Palmyra was also the site of Tadmor prison, a centre of torture that was one of the most hellish places on Earth, which stood a mile away from the largely oblivious tourists disgorging from their luxury coaches. No blame for the prison attaches to the classical remains, of course, but their proximity dramatises the disconnect between external perceptions of the country and the experiences of its citizens.

For these reasons the ancient ruins represent the heritage most admired outside Syria, not that lived by Syrians themselves. This is not to say that it should never be re-erected, only that it is not the most pressing priority. “It can be repaired any time later,” says Stefan Weber, director of the Museum of Islamic Art in Berlin. He cites the example of the baroque Frauenkirche in Dresden, which took 60 years to be rebuilt after the allies bombed it in 1945. So long as “rubble management” – the preservation and recording of stones – is done correctly, and still-standing structures are stabilised, Palmyra can wait.

He compares Aleppo to Barcelona or Florence, whose greatness lies in the totality of each city. “It was outstanding for its religious plurality and its intangible heritage, its music and its cooking,” he says. “What’s special about this city is its living cultural heritage,” says Rita (not her real name), a Syrian architect now working in Germany. “The priority is not the churches or the mosques, it’s for people to return.

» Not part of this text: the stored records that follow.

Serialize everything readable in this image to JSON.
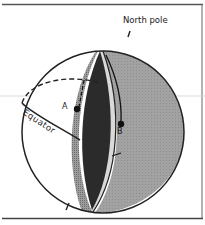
{
  "figure": {
    "labels": {
      "north_pole": "North pole",
      "equator": "Equator",
      "point_a": "A",
      "point_b": "B"
    },
    "colors": {
      "frame": "#444444",
      "outline": "#222222",
      "inner_wedge_dark": "#2b2b2b",
      "wedge_hatch": "#8a8a8a",
      "wedge_edge_light": "#d6d6d6",
      "right_hemisphere": "#9a9a9a",
      "background": "#ffffff"
    },
    "elements": [
      "sphere-outline",
      "equator-front",
      "equator-back-dashed",
      "cut-wedge-dark-interior",
      "shaded-right-hemisphere",
      "north-pole-tick",
      "south-pole-tick",
      "point-a-marker",
      "point-b-marker",
      "horizontal-reference-line"
    ]
  }
}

We need to help people reconstruct their homes and their livelihoods.”

It is therefore the souks, some of which were turned into bomb craters, and the residential districts that matter most. The restoration of some of the souks has been accompanied with efforts to ensure that the original shop owners can return. They are also helping local stonemasons to develop their techniques, and “training people to train people”, so that skills and employment can last into the future, said an architect involved in the project.

A builder training in Aleppo’s citadel. Photograph: Rowan Moore

It is a vast task in a country still mostly focused on survival. In a process that has so far taken five years, 650 metres of covered souk has been rebuilt or rehabilitated, out of an original total of 9km. It will take “ten 10 to twenty 20 years, minimum”, says an architect involved in the project. Quality will be variable. “Given the available expertise and funding right now,” says Rita, “I applaud everything that people are trying to do. But at the technical level it could be improved.” At present there is no overall strategy, just the best efforts of individuals and agencies. Given that a malevolent and corrupt regime remains in power, it is impossible to tell how well they will manage the best interests of the country’s urban fabric.

From my trips there I also remember the ubiquitous images, in cafes and on traffic roundabouts, of Bashar al-Assad, with his tight lips and teenage moustache, or of his father Hafez, who looked like an evil version of a Peter Sellers buffoon. It was hard to miss that this was not a happy country. You could feel that the regime, as Yassin al-Haj Saleh has written, imposed an existence “deprived of any moral, ethical, spiritual and aesthetic dimensions, purely worldly lives to the point of abject cynicism”. We now know just how devastating this mentality would be. The very great challenge is to recover, in the most difficult imaginable circumstances, the best spirit of Syrian city-building.

  • This article was amended on 4 June 2021 to remove some personal information.